The song ends with another WW quote. Meyer’s saying “Does this guy know how to party or what?” It makes me think Low Profile supports fucked-in-the-head murderers, but I’d hope not.

Track 5:Hotboxed
Another winner with the intro guitar and gradual drum build-up. Then it’s a steady guitar riff which eventually breaks into a great musical composition. There’s a nice guitar solo toward the end, as the tempo picks up. The song itself is about “fuckin’ bitches” after the show, at least that’s how the lyrics read. And much like the other songs, there’s too much effects slapped on the vocals.

Track 6:Intermission
This is a 26 second clip from what sounds to be an intermission from an old drive-in movie theatre or something of that ilk.

Track 7:A Radical New Idea
Whoah. The tables turn on this one. I don’t like the musical composition of this song at all. The whole thing sounds sloppy. But I’ll digress for the simple fact that I like the lyrics. “A radical new idea//It’s very outlandish//Some call me a revolutionary//But my proposal is quite average”. The song’s content seems to be about different musical approaches, such as Alice Cooper’s theatrics or KISS’ extreme makeup and bondage suits or Poison’s looking like fuckable chicks and making every boy who grew up in the 80’s shriek in terror when he found out they’re really guys…

Track 8:One Mississippi
One Mississippi starts off with an eerie guitar wail and a bass picking line that’s not too shabby. Sounds like the guitar has a “Concert Hall” effects box thrown on it. Not bad at all.

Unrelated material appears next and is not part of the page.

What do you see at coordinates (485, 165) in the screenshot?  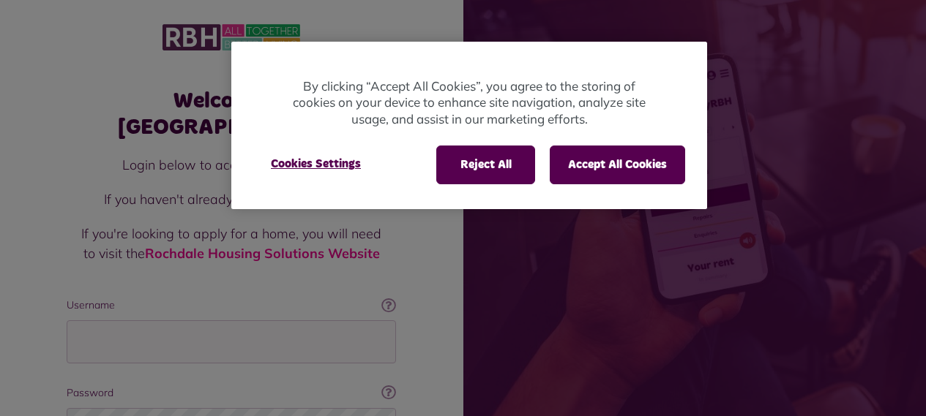 I see `button: Reject All` at bounding box center [485, 165].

Then the song begins and the music is phenomenal. The screaming doesn’t sound good and no matter how many times I follow the lyrics, I don’t really understand them, so I’ll leave them be and my look on the lyrical content of this song will be left as one big fuckin’ question mark.

Track 9:Studio Nightmare
Good intro on guitar. Very rock-your-ass. The bass and drums kick in and hold it solid. This is one bad ass fucking instrumental. Easily the best track on the disc. This song is fuckin’ rad.

Track 10:JPF
Kickass blues-rock intro. If the vocals weren’t distorted here, this would have been greater, even vocally (and it’s still not bad at all). Kickass lead guitar work tears this one up. Solid, hard-hitting. Very Slash’s Snakepit in the non-vocal parts (actually, even in the vocal parts since Eric sounds like Eric Dover on this track in some cases).

This song itself is about Joseph Paul Franklin, a white supremacist sack of shit who shot Larry Flynt, paralyzing him, and confessed to murdering others after his conviction for 9 murders from Tennessee to Utah. All of his murders were hate crimes against blacks and interracial couples in an attempt to start a race war.

This is the second track telling a tale of a serial killer with just as twisted of an outlook on life and society as ol’ Jeffy. This song does not endorse JPF. In fact, it points out how “fucked up” this guy was.

At the end of the track (16:40 total) there are a bunch of answering machine messages and phone conversation(s).

In summation, I think this record would have been fucking rad if it had either been left strictly instrumental in a lot of cases or they had stronger vocal ability and lyrical content in a lot of cases. Better yet, a more apt way of putting it is that Low Profile should stick to their hardcore edge (which they do well) and dump the thug life rapping (which they do not do well).